Landscape Research Showcase
Date and time
Location
University of Greenwich
The Tessa Blackstone Theatre
10 Stockwell Street
London
SE10 9BD
United Kingdom
Description
Join us on 17 May to learn about exciting, current research and practice exploring aspects of landscape injustice.
This is the second of our Landscape Research 'showcase' events, featuring the projects of current and past grantees of the LRG Research Fund. We are delighted to host this event in partnership with the Department of Architecture and Landscape at the University of Greenwich.
And, afterwards, there will be a chance to network over a glass or two of something nice!
Presenters include:
John Angus, of contemporary art organisation StoreyG2 in Lancaster, received funding from LRG and the Arts Council of England in 2017 towards Landed (Cadastral Maps), a pilot for a project to produce artists’ cadastral maps (maps of landownership) showing current and historical landownership of a rural area of north Lancashire. The overall aim is to raise awareness and discussion of land ownership and its effects on people’s lives.

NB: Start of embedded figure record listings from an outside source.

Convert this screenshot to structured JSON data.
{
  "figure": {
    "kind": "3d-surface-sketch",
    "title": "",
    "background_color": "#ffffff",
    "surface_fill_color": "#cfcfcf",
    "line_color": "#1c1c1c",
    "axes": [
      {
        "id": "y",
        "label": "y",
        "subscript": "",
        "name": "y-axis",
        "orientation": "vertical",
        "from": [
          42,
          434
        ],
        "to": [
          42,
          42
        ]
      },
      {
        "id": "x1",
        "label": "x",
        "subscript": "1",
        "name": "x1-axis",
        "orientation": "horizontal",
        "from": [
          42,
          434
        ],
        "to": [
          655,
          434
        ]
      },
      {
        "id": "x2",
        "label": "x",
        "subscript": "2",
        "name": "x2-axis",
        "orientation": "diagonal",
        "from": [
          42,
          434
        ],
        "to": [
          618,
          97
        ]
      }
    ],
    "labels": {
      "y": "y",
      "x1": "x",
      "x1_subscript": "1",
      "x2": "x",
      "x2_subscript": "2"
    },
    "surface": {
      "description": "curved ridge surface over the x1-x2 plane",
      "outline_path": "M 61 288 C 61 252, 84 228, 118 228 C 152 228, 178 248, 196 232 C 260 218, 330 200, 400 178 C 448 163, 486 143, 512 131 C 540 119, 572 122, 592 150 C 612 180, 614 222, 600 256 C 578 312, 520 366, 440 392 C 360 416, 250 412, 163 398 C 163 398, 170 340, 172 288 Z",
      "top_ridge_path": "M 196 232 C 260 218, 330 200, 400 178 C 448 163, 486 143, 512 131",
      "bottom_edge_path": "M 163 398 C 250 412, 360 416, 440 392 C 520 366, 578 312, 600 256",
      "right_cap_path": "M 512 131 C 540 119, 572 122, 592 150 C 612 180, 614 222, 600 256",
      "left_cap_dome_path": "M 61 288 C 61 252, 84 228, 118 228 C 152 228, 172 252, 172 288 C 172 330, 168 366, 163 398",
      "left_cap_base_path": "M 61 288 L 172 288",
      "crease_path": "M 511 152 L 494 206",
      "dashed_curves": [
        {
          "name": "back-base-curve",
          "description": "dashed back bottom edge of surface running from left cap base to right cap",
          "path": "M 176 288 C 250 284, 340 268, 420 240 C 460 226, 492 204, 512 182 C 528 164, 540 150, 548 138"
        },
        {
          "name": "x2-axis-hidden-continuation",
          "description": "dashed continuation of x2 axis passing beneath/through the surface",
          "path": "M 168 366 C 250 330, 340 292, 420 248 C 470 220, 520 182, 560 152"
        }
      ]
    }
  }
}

Ian Mell, based at the University of Manchester, is working on a project in Northern Ireland entitled Beyond the peace lines: exploring the impacts of landscape boundaries on social inclusion in Belfast. Among the aims of this multi-partner project is the examination of whether the historical physical boundaries associated with sectarian segregation in Belfast remain influential in how people engage with and value the city’s landscape.
Maria Pafi, based at Queen’s University Belfast, presents on her project Coastal landscapes and inclusive planning, which explores the production and consumption of coastal landscapes, with specific reference to the conflicting demands of ‘blue growth’ vs ‘wild scenery’ tourism on the West Coast of Ireland.
We are very excited to be joined also by Loretta Bosence, recent alumnus of the Department of Architecture and Landscape at Greenwich who has just set up a 'design and making practice' focusing on socially-engaged placemaking. Loretta won a prestigious LI Award last year for her Student Dissertation, Local code planning for the vernacular. This advocated the development of a Design Code for vernacular placemaking “to enable non-designer citizens to ‘own’, influence and physically change the places” in which they live.